4.1.2 Application/Discussion
Whoever takes their own life does not violate the fifth commandment, nevertheless acts against the will of God as Creator. Today, killing oneself is not generally viewed as sinful but rather as a pathological action. It is additionally burdened by the fact that it almost always does or even should leave behind guilt due to the delayed realization that timely help was not given.Â
Recently killing oneself has also come to be glorified as an act of freedom, for instance by Jean Amery in On Suicide: A Discourse on Voluntary Death. In this topic as in others, society swings from one extreme to the other: the one-sided perspective that suicide is exclusively sinful is suddenly supposed to yield to the opposite belief. From a professional standpoint, the pathological illness component has been recognized more today than ever before. This is also the justification of the intervention of first responders.Â
Thesis: Suicide is predominantly a pathological action with very few exceptions such as Socrates or Jochen Klepper. Source: Erwin Ringel: Selbstmord – Appell an die Anderen, MĂĽnchen 1974.Â
Suicide is widely recognized as a consequence of Depression and just as importantly understood as Aggression that isÂ
- Strengthened
- InhibitedÂ
- Directed against oneself
“Nobody kills themselves who did not first have the wish to kill or at least the wish that another dies.” Alfred Adler quoted by Erwin Ringel.Â
For example: a daughter is supposed to kill her beloved dog and instead takes her own life
Suicide is often associated with harm done to bystanders and is then immoral.Â
For example: someone throws themselves in front of a train: Policemen and first responders must then gather up the remains. Travelers on the train are impacted.Â
E.g. true crimes are committed by the 33% of “real” wrong way drivers who are willing to risk the death of innocents.Â
It is important to recognize the “pre-suicidal syndrome”

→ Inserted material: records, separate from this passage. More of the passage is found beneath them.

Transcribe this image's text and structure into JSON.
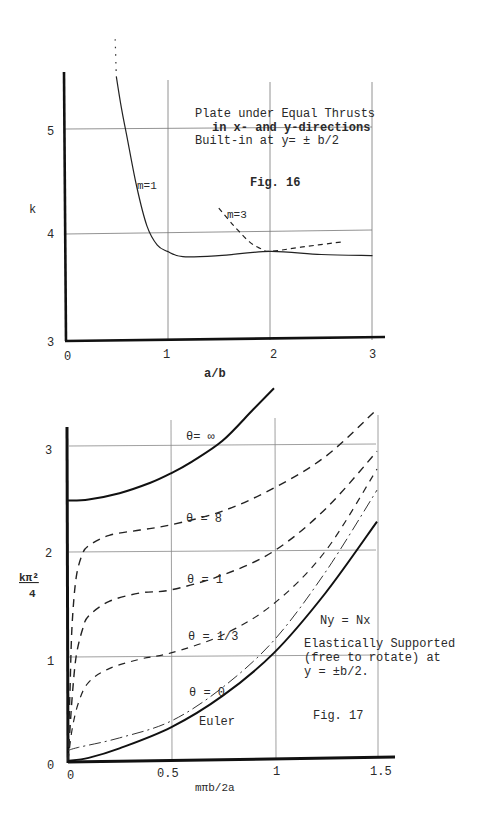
{
  "chart_data": [
    {
      "type": "line",
      "figure_label": "Fig. 16",
      "title": "Plate under Equal Thrusts in x- and y-directions Built-in at y= ± b/2",
      "title_lines": [
        "Plate under Equal Thrusts",
        "in x- and y-directions",
        "Built-in at y= ± b/2"
      ],
      "xlabel": "a/b",
      "ylabel": "k",
      "xlim": [
        0,
        3
      ],
      "ylim": [
        3,
        5.5
      ],
      "xticks": [
        "0",
        "1",
        "2",
        "3"
      ],
      "yticks": [
        "3",
        "4",
        "5"
      ],
      "grid": true,
      "series": [
        {
          "name": "m=1",
          "style": "solid",
          "x": [
            0.5,
            0.55,
            0.6,
            0.7,
            0.8,
            0.9,
            1.0,
            1.15,
            1.5,
            2.0,
            2.5,
            3.0
          ],
          "values": [
            5.5,
            5.2,
            4.95,
            4.45,
            4.08,
            3.9,
            3.84,
            3.79,
            3.8,
            3.84,
            3.81,
            3.8
          ]
        },
        {
          "name": "m=1 (extension)",
          "style": "dotted",
          "x": [
            0.49,
            0.5
          ],
          "values": [
            5.85,
            5.5
          ]
        },
        {
          "name": "m=3",
          "style": "dashed",
          "x": [
            1.5,
            1.65,
            1.8,
            1.9,
            2.0,
            2.3,
            2.7
          ],
          "values": [
            4.25,
            4.08,
            3.93,
            3.87,
            3.84,
            3.88,
            3.93
          ]
        }
      ]
    },
    {
      "type": "line",
      "figure_label": "Fig. 17",
      "title": "Ny = Nx Elastically Supported (free to rotate) at y = ±b/2.",
      "annotation_lines": [
        "Ny = Nx",
        "Elastically Supported",
        "(free to rotate) at",
        "y = ±b/2."
      ],
      "xlabel": "mπb/2a",
      "ylabel": "kπ²/4",
      "xlim": [
        0,
        1.5
      ],
      "ylim": [
        0,
        3.3
      ],
      "xticks": [
        "0",
        "0.5",
        "1",
        "1.5"
      ],
      "yticks": [
        "0",
        "1",
        "2",
        "3"
      ],
      "grid": true,
      "series": [
        {
          "name": "θ = ∞",
          "style": "solid-bold",
          "x": [
            0,
            0.1,
            0.25,
            0.4,
            0.5,
            0.6,
            0.75,
            0.9,
            1.0
          ],
          "values": [
            2.48,
            2.49,
            2.55,
            2.65,
            2.74,
            2.85,
            3.05,
            3.35,
            3.55
          ]
        },
        {
          "name": "θ = 8",
          "style": "dashed",
          "x": [
            0.0,
            0.01,
            0.02,
            0.04,
            0.07,
            0.1,
            0.2,
            0.35,
            0.5,
            0.75,
            1.0,
            1.25,
            1.5
          ],
          "values": [
            0.0,
            0.7,
            1.3,
            1.75,
            1.97,
            2.05,
            2.15,
            2.2,
            2.25,
            2.38,
            2.6,
            2.9,
            3.35
          ]
        },
        {
          "name": "θ = 1",
          "style": "dashed",
          "x": [
            0.0,
            0.02,
            0.04,
            0.07,
            0.1,
            0.2,
            0.35,
            0.5,
            0.75,
            1.0,
            1.25,
            1.5
          ],
          "values": [
            0.0,
            0.6,
            1.0,
            1.25,
            1.38,
            1.52,
            1.6,
            1.63,
            1.77,
            2.0,
            2.4,
            2.95
          ]
        },
        {
          "name": "θ = 1/3",
          "style": "dashed",
          "x": [
            0.0,
            0.02,
            0.05,
            0.1,
            0.2,
            0.35,
            0.5,
            0.75,
            1.0,
            1.25,
            1.5
          ],
          "values": [
            0.0,
            0.3,
            0.55,
            0.75,
            0.88,
            0.97,
            1.03,
            1.2,
            1.5,
            2.0,
            2.78
          ]
        },
        {
          "name": "θ = 0",
          "style": "dash-dot",
          "x": [
            0.0,
            0.05,
            0.25,
            0.5,
            0.75,
            1.0,
            1.25,
            1.5
          ],
          "values": [
            0.1,
            0.13,
            0.22,
            0.38,
            0.7,
            1.15,
            1.8,
            2.58
          ]
        },
        {
          "name": "Euler",
          "style": "solid-bold",
          "x": [
            0.0,
            0.1,
            0.25,
            0.5,
            0.75,
            1.0,
            1.25,
            1.5
          ],
          "values": [
            0.0,
            0.03,
            0.12,
            0.32,
            0.62,
            1.03,
            1.6,
            2.28
          ]
        }
      ]
    }
  ],
  "fig16": {
    "title_line1": "Plate under Equal Thrusts",
    "title_line2": "in x- and y-directions",
    "title_line3": "Built-in at y= ± b/2",
    "fig_label": "Fig. 16",
    "ylabel": "k",
    "xlabel": "a/b",
    "label_m1": "m=1",
    "label_m3": "m=3",
    "xtick0": "0",
    "xtick1": "1",
    "xtick2": "2",
    "xtick3": "3",
    "ytick3": "3",
    "ytick4": "4",
    "ytick5": "5"
  },
  "fig17": {
    "fig_label": "Fig. 17",
    "ylabel_num": "kπ²",
    "ylabel_den": "4",
    "xlabel": "mπb/2a",
    "label_inf": "θ= ∞",
    "label_8": "θ = 8",
    "label_1": "θ = 1",
    "label_third": "θ = 1/3",
    "label_0": "θ = 0",
    "label_euler": "Euler",
    "ann1": "Ny = Nx",
    "ann2": "Elastically Supported",
    "ann3": "(free to rotate) at",
    "ann4": "y = ±b/2.",
    "xtick0": "0",
    "xtick05": "0.5",
    "xtick1": "1",
    "xtick15": "1.5",
    "ytick0": "0",
    "ytick1": "1",
    "ytick2": "2",
    "ytick3": "3"
  }
}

- Constriction of personal possibilities (Animal in a cage). Terrible is the fact that these are often purely imagined: suicide out of fear of cancerÂ
- Constriction of Emotions (Seeing the world through a black lens)
- Constriction of interpersonal relationships (up to the point of clinging to a single person on whom one depends for their whole existence. This may result in deaths that go tragically unnoticed).Â
- Constriction of Value Systems: no more value-setting, no hobbies, predominance of entirely subjective values.